Eh, you're both right.
From 2001-2005, his name was everywhere. But since 2005, of course....not so much.
Eh, you're both right.
From 2001-2005, his name was everywhere. But since 2005, of course....not so much.
Yeah, he wrote OGC for 3 years. Everyone else wrote OGC for 14 years. I mean, it's 2014. Everybody else didn't stop work 10 years ago when Mearls got a full time job. Why anybody would try to 'prove' he's in the top handful of OGC authors is beyond me. He isn't, clearly. It's not even a conversation.
Bad for whom in the long run?
The material released in the SRD under the OGL didn't explicitly cover older editions of D&D, but the authors of most of the retro clones made extensive use of terms in the SRD. Look at BFRPG, LL, OSRIC, etc.
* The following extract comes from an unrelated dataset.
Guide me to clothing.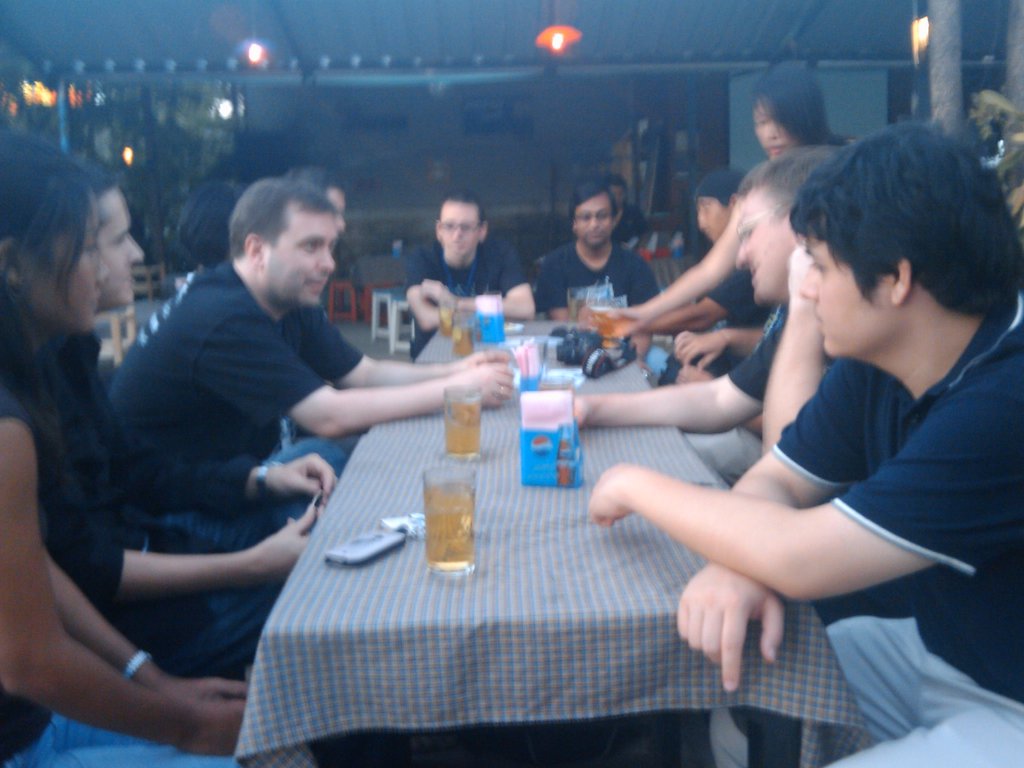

They all use the OGL in order to access the SRD.I don't see how. The retroclones are of stuff that wasn't covered by the OGL in the first place, so it doesn't apply. They instead depend on the fact that copyright covers specific expressions, but not underlying logic of a system.
Short answer Everyone
Long answer: it is my honest opion that with a set date for OGL and SRD and everything to end (say march 2009) that there would still be people who disliked 4e and who would have stayed with 3e, but with no one egging them on they would not have been as vocal or as much of a problem.
Short answer Everyone
Long answer: it is my honest opion that with a set date for OGL and SRD and everything to end (say march 2009) that there would still be people who disliked 4e and who would have stayed with 3e, but with no one egging them on they would not have been as vocal or as much of a problem. I dont think 4e would have been more or less of a sucesss but without edition wars turning as hog, and without people claiming to know the "true spiritual successor" the community would not be so splinterrd

(Dungeons & Dragons)
Rulebook featuring "high magic" options, including a host of new spells.